Advent at New Birth. Zoe was asked to light the first candle. She did so with solemn grace, even though her phone buzzed during the prayer. (I heard it. She knows. We will discuss it gently.)

Christmas shopping: Marcus — a leather journal (he's writing more). Jasmine — a recording studio session (Vanessa found one). Isaiah — "The Food Lab" by Kenji Lopez-Alt (if the boy is going to live on collard greens, he should understand the science). Zoe — professional-grade watercolors and brushes that say "I take your art seriously."

Made chicken and dumplings on Wednesday — Mama's recipe. The dumplings were perfect — light, pillowy. I've finally mastered them after twenty years. Twenty years to get the dough right, to know how thin, to understand the broth has to boil when you drop them. Some recipes are a lifetime of practice.
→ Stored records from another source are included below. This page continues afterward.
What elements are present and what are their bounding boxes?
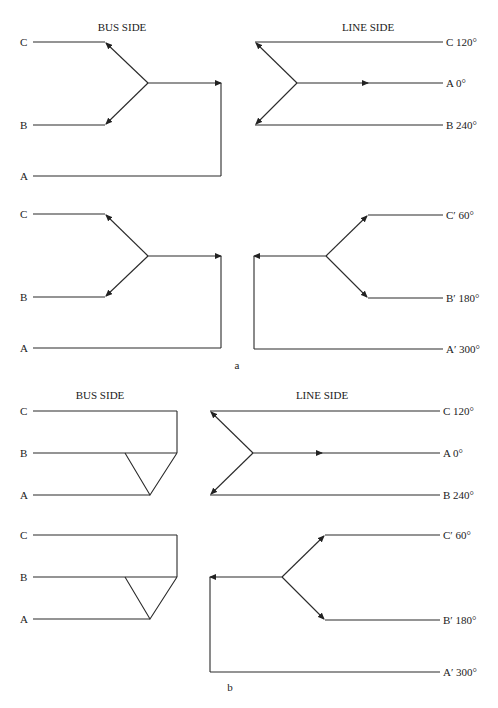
- phasor-c-arrow: [211, 412, 253, 453]
- phasor-c-arrow: [256, 43, 297, 83]
- line-label-a-prime: A′ 300°: [446, 343, 480, 355]
- bus-label-b: B: [20, 291, 27, 303]
- phasor-c-arrow: [106, 215, 148, 256]
- line-side-title: LINE SIDE: [296, 389, 349, 401]
- phasor-b-arrow: [106, 256, 148, 296]
- panel-a-lower-bus-wye: C B A: [20, 208, 221, 354]
- line-label-b: B 240°: [443, 489, 474, 501]
- panel-b-lower-line-wye: C′ 60° B′ 180° A′ 300°: [210, 529, 477, 678]
- panel-caption: a: [235, 359, 240, 371]
- phasor-b-arrow: [256, 83, 297, 124]
- panel-b: BUS SIDE LINE SIDE C B A C 120° A 0° B 2…: [20, 389, 477, 693]
- panel-b-upper-bus-delta: C B A: [20, 405, 177, 501]
- line-label-c: C 120°: [446, 36, 477, 48]
- phasor-b-prime-arrow: [282, 577, 324, 619]
- bus-label-b: B: [20, 447, 27, 459]
- bus-side-title: BUS SIDE: [98, 21, 147, 33]
- bus-label-b: B: [20, 571, 27, 583]
- phasor-b-arrow: [211, 453, 253, 494]
- phasor-b-arrow: [106, 83, 148, 124]
- bus-label-a: A: [20, 489, 28, 501]
- panel-a: BUS SIDE LINE SIDE C B A C 120° A 0° B 2…: [20, 21, 480, 371]
- delta-triangle: [125, 577, 177, 619]
- bus-label-a: A: [20, 613, 28, 625]
- panel-b-lower-bus-delta: C B A: [20, 529, 177, 625]
- panel-b-upper-line-wye: C 120° A 0° B 240°: [210, 405, 474, 501]
- delta-triangle: [125, 453, 177, 495]
- bus-label-b: B: [20, 119, 27, 131]
- line-label-c: C 120°: [443, 405, 474, 417]
- phasor-c-arrow: [106, 43, 148, 83]
- bus-label-c: C: [20, 208, 27, 220]
- bus-label-a: A: [20, 342, 28, 354]
- line-label-a: A 0°: [446, 77, 466, 89]
- panel-a-lower-line-wye: C′ 60° B′ 180° A′ 300°: [254, 209, 480, 355]
- line-label-b-prime: B′ 180°: [446, 292, 479, 304]
- panel-a-upper-bus-wye: C B A: [20, 36, 221, 182]
- phasor-c-prime-arrow: [282, 536, 324, 577]
- phase-connection-diagram: BUS SIDE LINE SIDE C B A C 120° A 0° B 2…: [0, 0, 498, 708]
- phasor-c-prime-arrow: [326, 216, 367, 256]
- bus-side-title: BUS SIDE: [76, 389, 125, 401]
- line-label-c-prime: C′ 60°: [443, 529, 471, 541]
- bus-label-c: C: [20, 529, 27, 541]
- panel-caption: b: [227, 681, 233, 693]
- line-label-b: B 240°: [446, 119, 477, 131]
- line-side-title: LINE SIDE: [342, 21, 395, 33]
- bus-label-c: C: [20, 36, 27, 48]
- line-label-a: A 0°: [443, 447, 463, 459]
- bus-label-a: A: [20, 170, 28, 182]
- line-label-a-prime: A′ 300°: [443, 666, 477, 678]
- phasor-b-prime-arrow: [326, 256, 367, 297]
- line-label-b-prime: B′ 180°: [443, 614, 476, 626]
- line-label-c-prime: C′ 60°: [446, 209, 474, 221]
- bus-label-c: C: [20, 405, 27, 417]
- panel-a-upper-line-wye: C 120° A 0° B 240°: [255, 36, 477, 131]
Some recipes ARE the lifetime.

After twenty years finally getting Mama’s dumplings right, I wasn’t ready to leave the kitchen — December deserves more than one triumph. With the first Advent candle lit, Marcus and Jasmine counting down to their flights home, and the whole house simmering with that quiet anticipation Derek would never call excitement, I needed something that smelled like celebration before anyone even walked through the door. These ginger molasses cookies are exactly that: deep, warm spice, a little crackle at the edges, soft all the way through — the kind of thing you bake when your heart is already full and you just want the house to know it too.

Ginger Molasses Cookies

Prep Time: 15 min | Cook Time: 12 min | Total Time: 27 min | Servings: 24 cookies

Ingredients

  • 2 1/4 cups all-purpose flour
  • 2 tsp ground ginger
  • 1 tsp baking soda
  • 3/4 tsp ground cinnamon
  • 1/2 tsp ground cloves
  • 1/4 tsp fine sea salt
  • 3/4 cup (1 1/2 sticks) unsalted butter, softened
  • 1 cup granulated sugar, plus extra for rolling
  • 1 large egg, room temperature
  • 1/4 cup unsulfured molasses

Instructions

  1. Heat the oven. Preheat oven to 375°F. Line two baking sheets with parchment paper and set aside.
  2. Whisk dry ingredients. In a medium bowl, whisk together flour, ginger, baking soda, cinnamon, cloves, and salt until evenly combined.
  3. Cream butter and sugar. In a large bowl, beat softened butter and 1 cup granulated sugar with a hand mixer or stand mixer on medium speed until light and fluffy, about 3 minutes.
  4. Add egg and molasses. Beat in the egg and molasses on medium speed until fully incorporated, scraping down the sides of the bowl as needed.
  5. Fold in flour mixture. Reduce mixer to low and gradually add the flour mixture, mixing just until a soft, cohesive dough forms. Do not overmix.
  6. Roll and coat. Scoop dough into 1-inch balls (about 1 tablespoon each). Roll each ball between your palms until smooth, then roll generously in granulated sugar to coat all sides.
  7. Bake. Arrange sugar-coated dough balls on prepared baking sheets at least 2 inches apart. Bake for 10–12 minutes, until the edges are set and the tops show small cracks. Centers will look slightly underdone — that’s correct.
  8. Cool on the pan. Let cookies rest on the baking sheet for 5 minutes — they firm up as they cool. Transfer to a wire rack and cool completely, or eat one warm. You’ve earned it.

Nutrition (per serving)

Calories: 128 | Protein: 1g | Fat: 6g | Carbs: 18g | Fiber: 0g | Sodium: 78mg

Tamika Washington
About the cook who shared this
Tamika Washington
Week 402 of Tamika’s 30-year story · Atlanta, Georgia
Tamika is a school counselor, a remarried mom of four in a blended family, and the daughter of a woman whose fried chicken could make you forget every bad day you ever had. She lost her mother Brenda to cancer, survived a bad first marriage, and rebuilt her life around a dinner table where six people sit down together every night — no phones, no exceptions. Her cooking is Southern soul food with a health twist, because she learned the hard way that loving your family means keeping them alive, too.